__What is needed__
All entries must be given again exactly as written.

####

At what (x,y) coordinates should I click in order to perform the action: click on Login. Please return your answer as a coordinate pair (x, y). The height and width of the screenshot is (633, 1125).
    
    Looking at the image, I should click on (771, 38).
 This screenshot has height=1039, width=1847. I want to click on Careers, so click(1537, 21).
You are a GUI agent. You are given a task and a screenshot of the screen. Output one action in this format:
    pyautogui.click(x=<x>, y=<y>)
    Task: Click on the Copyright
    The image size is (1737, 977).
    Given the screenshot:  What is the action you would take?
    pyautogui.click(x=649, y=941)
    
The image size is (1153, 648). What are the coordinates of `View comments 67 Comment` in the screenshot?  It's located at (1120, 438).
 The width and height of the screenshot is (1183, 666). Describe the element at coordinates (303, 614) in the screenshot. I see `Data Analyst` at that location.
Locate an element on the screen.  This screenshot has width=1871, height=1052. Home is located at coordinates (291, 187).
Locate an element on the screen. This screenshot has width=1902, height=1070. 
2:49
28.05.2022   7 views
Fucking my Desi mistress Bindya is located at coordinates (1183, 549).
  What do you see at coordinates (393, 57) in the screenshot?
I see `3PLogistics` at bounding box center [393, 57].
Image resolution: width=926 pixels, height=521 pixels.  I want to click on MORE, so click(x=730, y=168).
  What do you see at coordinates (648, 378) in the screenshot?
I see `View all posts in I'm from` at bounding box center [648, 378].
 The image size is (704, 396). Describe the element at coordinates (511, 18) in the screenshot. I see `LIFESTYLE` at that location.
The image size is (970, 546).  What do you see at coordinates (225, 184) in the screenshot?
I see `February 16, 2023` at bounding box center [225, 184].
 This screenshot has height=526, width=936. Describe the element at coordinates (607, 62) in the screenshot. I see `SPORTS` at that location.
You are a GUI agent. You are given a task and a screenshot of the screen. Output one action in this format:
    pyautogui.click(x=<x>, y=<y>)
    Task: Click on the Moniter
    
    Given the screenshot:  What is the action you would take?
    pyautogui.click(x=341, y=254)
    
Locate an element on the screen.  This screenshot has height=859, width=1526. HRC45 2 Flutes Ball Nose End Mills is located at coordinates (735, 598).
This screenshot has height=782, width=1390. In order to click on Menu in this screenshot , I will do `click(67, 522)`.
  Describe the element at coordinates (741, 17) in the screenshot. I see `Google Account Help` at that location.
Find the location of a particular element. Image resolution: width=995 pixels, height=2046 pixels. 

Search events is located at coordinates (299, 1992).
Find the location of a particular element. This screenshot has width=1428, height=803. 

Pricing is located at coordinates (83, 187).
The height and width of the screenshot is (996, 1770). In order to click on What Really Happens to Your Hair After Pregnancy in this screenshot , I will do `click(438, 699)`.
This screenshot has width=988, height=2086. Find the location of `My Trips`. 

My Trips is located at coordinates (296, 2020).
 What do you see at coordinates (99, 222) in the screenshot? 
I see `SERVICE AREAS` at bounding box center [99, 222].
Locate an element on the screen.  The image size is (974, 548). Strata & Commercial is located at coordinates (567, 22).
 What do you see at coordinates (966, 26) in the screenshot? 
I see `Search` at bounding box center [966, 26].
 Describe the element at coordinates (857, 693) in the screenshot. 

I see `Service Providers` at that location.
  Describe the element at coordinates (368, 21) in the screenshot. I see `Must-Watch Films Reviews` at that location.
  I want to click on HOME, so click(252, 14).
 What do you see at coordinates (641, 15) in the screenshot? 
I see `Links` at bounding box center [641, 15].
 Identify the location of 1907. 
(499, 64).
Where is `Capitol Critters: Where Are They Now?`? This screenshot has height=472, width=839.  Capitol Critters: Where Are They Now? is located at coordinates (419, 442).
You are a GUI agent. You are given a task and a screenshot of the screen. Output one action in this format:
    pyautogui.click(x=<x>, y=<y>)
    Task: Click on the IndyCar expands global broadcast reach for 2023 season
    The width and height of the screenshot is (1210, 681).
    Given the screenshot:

####

__Answer section__
At what (x,y) coordinates should I click in order to perform the action: click on Login. Please return your answer as a coordinate pair (x, y). The height and width of the screenshot is (633, 1125).
    
    Looking at the image, I should click on (771, 38).
 This screenshot has height=1039, width=1847. I want to click on Careers, so click(1537, 21).
You are a GUI agent. You are given a task and a screenshot of the screen. Output one action in this format:
    pyautogui.click(x=<x>, y=<y>)
    Task: Click on the Copyright
    The image size is (1737, 977).
    Given the screenshot:  What is the action you would take?
    pyautogui.click(x=649, y=941)
    
The image size is (1153, 648). What are the coordinates of `View comments 67 Comment` in the screenshot?  It's located at (1120, 438).
 The width and height of the screenshot is (1183, 666). Describe the element at coordinates (303, 614) in the screenshot. I see `Data Analyst` at that location.
Locate an element on the screen.  This screenshot has width=1871, height=1052. Home is located at coordinates (291, 187).
Locate an element on the screen. This screenshot has width=1902, height=1070. 
2:49
28.05.2022   7 views
Fucking my Desi mistress Bindya is located at coordinates (1183, 549).
  What do you see at coordinates (393, 57) in the screenshot?
I see `3PLogistics` at bounding box center [393, 57].
Image resolution: width=926 pixels, height=521 pixels.  I want to click on MORE, so click(x=730, y=168).
  What do you see at coordinates (648, 378) in the screenshot?
I see `View all posts in I'm from` at bounding box center [648, 378].
 The image size is (704, 396). Describe the element at coordinates (511, 18) in the screenshot. I see `LIFESTYLE` at that location.
The image size is (970, 546).  What do you see at coordinates (225, 184) in the screenshot?
I see `February 16, 2023` at bounding box center [225, 184].
 This screenshot has height=526, width=936. Describe the element at coordinates (607, 62) in the screenshot. I see `SPORTS` at that location.
You are a GUI agent. You are given a task and a screenshot of the screen. Output one action in this format:
    pyautogui.click(x=<x>, y=<y>)
    Task: Click on the Moniter
    
    Given the screenshot:  What is the action you would take?
    pyautogui.click(x=341, y=254)
    
Locate an element on the screen.  This screenshot has height=859, width=1526. HRC45 2 Flutes Ball Nose End Mills is located at coordinates (735, 598).
This screenshot has height=782, width=1390. In order to click on Menu in this screenshot , I will do `click(67, 522)`.
  Describe the element at coordinates (741, 17) in the screenshot. I see `Google Account Help` at that location.
Find the location of a particular element. Image resolution: width=995 pixels, height=2046 pixels. 

Search events is located at coordinates (299, 1992).
Find the location of a particular element. This screenshot has width=1428, height=803. 

Pricing is located at coordinates (83, 187).
The height and width of the screenshot is (996, 1770). In order to click on What Really Happens to Your Hair After Pregnancy in this screenshot , I will do `click(438, 699)`.
This screenshot has width=988, height=2086. Find the location of `My Trips`. 

My Trips is located at coordinates (296, 2020).
 What do you see at coordinates (99, 222) in the screenshot? 
I see `SERVICE AREAS` at bounding box center [99, 222].
Locate an element on the screen.  The image size is (974, 548). Strata & Commercial is located at coordinates (567, 22).
 What do you see at coordinates (966, 26) in the screenshot? 
I see `Search` at bounding box center [966, 26].
 Describe the element at coordinates (857, 693) in the screenshot. 

I see `Service Providers` at that location.
  Describe the element at coordinates (368, 21) in the screenshot. I see `Must-Watch Films Reviews` at that location.
  I want to click on HOME, so click(252, 14).
 What do you see at coordinates (641, 15) in the screenshot? 
I see `Links` at bounding box center [641, 15].
 Identify the location of 1907. 
(499, 64).
Where is `Capitol Critters: Where Are They Now?`? This screenshot has height=472, width=839.  Capitol Critters: Where Are They Now? is located at coordinates (419, 442).
You are a GUI agent. You are given a task and a screenshot of the screen. Output one action in this format:
    pyautogui.click(x=<x>, y=<y>)
    Task: Click on the IndyCar expands global broadcast reach for 2023 season
    The width and height of the screenshot is (1210, 681).
    Given the screenshot:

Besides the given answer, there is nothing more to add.